Hugh Osmond Has Small Eateries On His Menu

Posted on Sep 11, 2020. by NTI

If you ask Hugh Osmond what he is having for dinner this evening he probably won't say he is going out to a Pizza Express. This is despite having set up the chain with fellow dining guru Luke Johnson and growing Aarati's favourite pizza outlet to more than 200 outlets in the 90s. Ah, the 90s; hair, pop, Pulp Fiction, supersizing your food and Microsoft saving Apple from extinction. Despite the good memories, Hugh's had it with these off-plan look-alike eateries and says that private equity firms buying into casual dining was never going to work, pandemic or no pan ... blah, blah, blah, as they didn't understand the business, leaving the model broken because of massive oversupply.

From Zizzi to Pizza Hut, Carluccios to Byron Burger doors are slamming, landlords are getting their haircut, margins are being squeezed and Waha is going caca. Hugh Osmond says that no-one is getting it right and in a competitive market when you are not getting it right it is a one-way system to a predictable exit. Osmond is going through the process of raising up to £25 million via an Aim listing of his company, Various Eateries, but doesn't plan to buy back Pizza Express or pump his cash into any other of the distressed mass eateries. For him Richard Caring of The Ivy Group has it right. Look for niche and make diners feel special, not 'Two for Table 15'.
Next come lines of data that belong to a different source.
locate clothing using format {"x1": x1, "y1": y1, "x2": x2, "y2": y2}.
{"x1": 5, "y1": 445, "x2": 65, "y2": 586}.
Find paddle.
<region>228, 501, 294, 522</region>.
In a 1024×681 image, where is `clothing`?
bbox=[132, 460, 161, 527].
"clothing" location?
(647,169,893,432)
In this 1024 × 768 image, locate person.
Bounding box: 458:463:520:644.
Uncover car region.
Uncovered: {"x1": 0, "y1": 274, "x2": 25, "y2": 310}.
It is not now about the roll-out, pop-up eating model, it is more about considered small brands that earn their reputation and that is the mouth Osmond is putting his money in. “It’s more likely to be someone with three or four really exciting places that we roll out, than a big acquisition,” he said. 

Various Eateries has ten trading restaurants, seven of which are under the all-day Coppa Club format developed by Mr Osmond. It also has a single Tavolino, an Italian outlet serving food at mid-market prices, and two Strada restaurants that will be converted to Tavolino. If you have trillions in your account, making holes in your trousers, take a look at the website of Coppa Club and tell us in the NTI newsroom that it is 'same ol', same ol'. It's doing for restaurants what Malmaison did for hotels back at the beginning of the century before it reversed up itself and disappeared up a corporate backside.
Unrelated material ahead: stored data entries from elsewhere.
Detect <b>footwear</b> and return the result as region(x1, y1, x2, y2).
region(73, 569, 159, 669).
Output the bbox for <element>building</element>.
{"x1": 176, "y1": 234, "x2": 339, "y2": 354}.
Osmond said that the main strategy of Various Eateries was to accelerate the expansion of Coppa and Tavolino to take advantage of the availability of sites and falling rents. “We could pick up 30 sites tomorrow at 30 per cent lower cost than they were a year ago", but he probably won't do so, because all he would then be doing is saving up the disaster for the next 'once-in-a-lifetime' global disaster ... and that could be as much as, what, eight/nine years away.

Remembering the halcyon days of Pizza Express and the Backstreet Boys, Osmond said: “It’ll be like 1993 all over again. There’s sites everywhere; we’ve got 1,000 sites in our inbox in towns you’d want to be in. Six months ago you couldn’t get a site in those towns without paying a premium. Suddenly everyone’s coming to us.” But the cut in capacity is well overdue and gives real entrepreneurs time to think, to plot and to plan. Fortune favours people like him.